Old-fashioned confession might have served DUP better than this RHI runaround…

An Evening with the Borgias was how one Facebook friend put it. Well, perhaps not quite that bad but since DUP on DUP action is such an uncommon sight on NI television, last night’s Nolan Special was revealing in parts.

One of the things it revealed is that former Minster Bell has been Stephen Nolan’s ‘Deep Throat’ for some of this story. Most of his revelations centre around his own brief tenure in the department at the core of the RHI affair, once the problem had been crystallised.

As such it’s more about who left the Titanic and in what order than why DETI hit a fiscal iceberg.

Bell’s tenure began when a joint review of the performance of the RHI scheme should have already taken place under Bell’s predecessor at Enterprise Trade and Industry, Arlene Foster.

Indeed it should have been part of Foster’s new department (Finance and Personnel) procedures for further approval of RHI.

The wobble appears to have come in June 2015 when Bell was told directly that scheme was not only flawed but growing rapidly and getting out of control, since it was already committed to paying out more money to claimants than it was costing them to feed their new biomass boilers.

As highlighted by the Comptrollers and Auditor General’s report in July this year, the policy design itself was faulty from the start:

 

The problem seems to spring from the Department’s own business case laid out and finalised in June 2012 when the tariff was set without the safety nets. So why did Ms Foster’s department not see the problem sooner?

Well, right up until last year, there was a larger underspend on the project: £3.5 million out of £4 million set aside in 2012-13; £5.35 million out of £7 million in 2013-14; and then it narrows right down to £4.08 million out of £12 million in 2014-15.

You can see why the panic bells must have been pretty loud as Minister Bell takes office since the take up of the scheme is now beginning to speed up exponentially. Most of the argument in the programme appears to be about how and when to fix the problem.

On the 8th of September last year, Bell announced an amended scheme to be brought in on 18th November. It was in this period that the scheme sharply spiked. The Comptroller and Auditor General explains:

…almost as many applications being received in those seven weeks as had been made in the previous 34 months since the scheme began. The expected cost of the applications made during this seven week period will be around £24 million annually for each of the next twenty years. 

Now that’s under Bell’s tenure.  It’s not clear to me whether announcing the amendment so far in advance to the changes was a strict necessity or just a precautionary measure. Either way, there’s very little doubt about the consequences.

It may be that he’s feeling guilty that it happened on his watch. But he might have saved himself the trouble, since there’s plenty of blame to go round. Despite protests from the First Minister this leaky NI policy boat left port with bow doors wide open under Arlene’s watch.

A good bout of old-fashioned Catholic confession might have served the DUP better than this runaround. Instead, Arlene finds herself intemperately repeating the fact that no one told her until it was too late. [Is that part of her day job? – Ed]

And she did herself no favours in accusing the relatively mild-mannered former social worker of trying to physically intimidate her. Nor did her party in obfuscating the nature and content of the whistleblower material mentioned in the NAO report.

The substantive whistleblower material was contained in an anonymous email received by OFMdFM in January this year. That material is the subject of a review jointly commissioned by OFGEN and the new Department of the Economy.

Meanwhile, RHI continues to be available in all parts of Britain.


● Work task
Please take the entries below from the first line through the line containing "pyautogui.click(x=<x>, y=<y>)" and repeat them exactly, leaving out everything after.

● Materials provided
==========

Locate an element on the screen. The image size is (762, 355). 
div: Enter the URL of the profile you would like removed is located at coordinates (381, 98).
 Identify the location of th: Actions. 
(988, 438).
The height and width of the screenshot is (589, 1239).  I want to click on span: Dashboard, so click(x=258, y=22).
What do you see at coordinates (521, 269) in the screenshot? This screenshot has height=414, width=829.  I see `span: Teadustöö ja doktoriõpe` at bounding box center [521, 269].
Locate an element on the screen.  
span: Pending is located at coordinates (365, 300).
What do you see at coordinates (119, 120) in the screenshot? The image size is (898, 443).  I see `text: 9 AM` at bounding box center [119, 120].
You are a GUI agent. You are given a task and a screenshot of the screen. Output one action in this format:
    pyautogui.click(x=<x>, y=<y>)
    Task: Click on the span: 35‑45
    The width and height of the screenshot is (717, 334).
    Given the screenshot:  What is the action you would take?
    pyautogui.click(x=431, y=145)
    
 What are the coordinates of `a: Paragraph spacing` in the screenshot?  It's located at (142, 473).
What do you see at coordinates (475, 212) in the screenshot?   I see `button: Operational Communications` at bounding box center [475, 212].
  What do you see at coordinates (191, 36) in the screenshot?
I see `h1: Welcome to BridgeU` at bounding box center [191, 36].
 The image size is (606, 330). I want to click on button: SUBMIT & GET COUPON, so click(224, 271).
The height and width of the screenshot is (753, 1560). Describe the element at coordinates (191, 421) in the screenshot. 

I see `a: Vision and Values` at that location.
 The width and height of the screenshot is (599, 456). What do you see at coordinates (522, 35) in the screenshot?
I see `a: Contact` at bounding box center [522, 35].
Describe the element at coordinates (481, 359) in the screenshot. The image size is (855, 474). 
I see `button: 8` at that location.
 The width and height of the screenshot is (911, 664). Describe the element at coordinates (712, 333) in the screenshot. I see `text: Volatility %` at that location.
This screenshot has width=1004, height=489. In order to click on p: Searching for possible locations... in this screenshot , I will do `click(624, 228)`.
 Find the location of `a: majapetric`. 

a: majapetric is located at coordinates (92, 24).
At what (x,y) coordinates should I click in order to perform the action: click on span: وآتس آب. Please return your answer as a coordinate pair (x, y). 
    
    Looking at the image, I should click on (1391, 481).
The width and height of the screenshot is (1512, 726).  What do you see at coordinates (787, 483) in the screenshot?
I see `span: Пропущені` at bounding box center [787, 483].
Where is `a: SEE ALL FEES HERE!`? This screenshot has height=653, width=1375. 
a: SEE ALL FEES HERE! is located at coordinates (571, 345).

==========

● Solution to the problem
Locate an element on the screen. The image size is (762, 355). 
div: Enter the URL of the profile you would like removed is located at coordinates (381, 98).
 Identify the location of th: Actions. 
(988, 438).
The height and width of the screenshot is (589, 1239).  I want to click on span: Dashboard, so click(x=258, y=22).
What do you see at coordinates (521, 269) in the screenshot? This screenshot has height=414, width=829.  I see `span: Teadustöö ja doktoriõpe` at bounding box center [521, 269].
Locate an element on the screen.  
span: Pending is located at coordinates (365, 300).
What do you see at coordinates (119, 120) in the screenshot? The image size is (898, 443).  I see `text: 9 AM` at bounding box center [119, 120].
You are a GUI agent. You are given a task and a screenshot of the screen. Output one action in this format:
    pyautogui.click(x=<x>, y=<y>)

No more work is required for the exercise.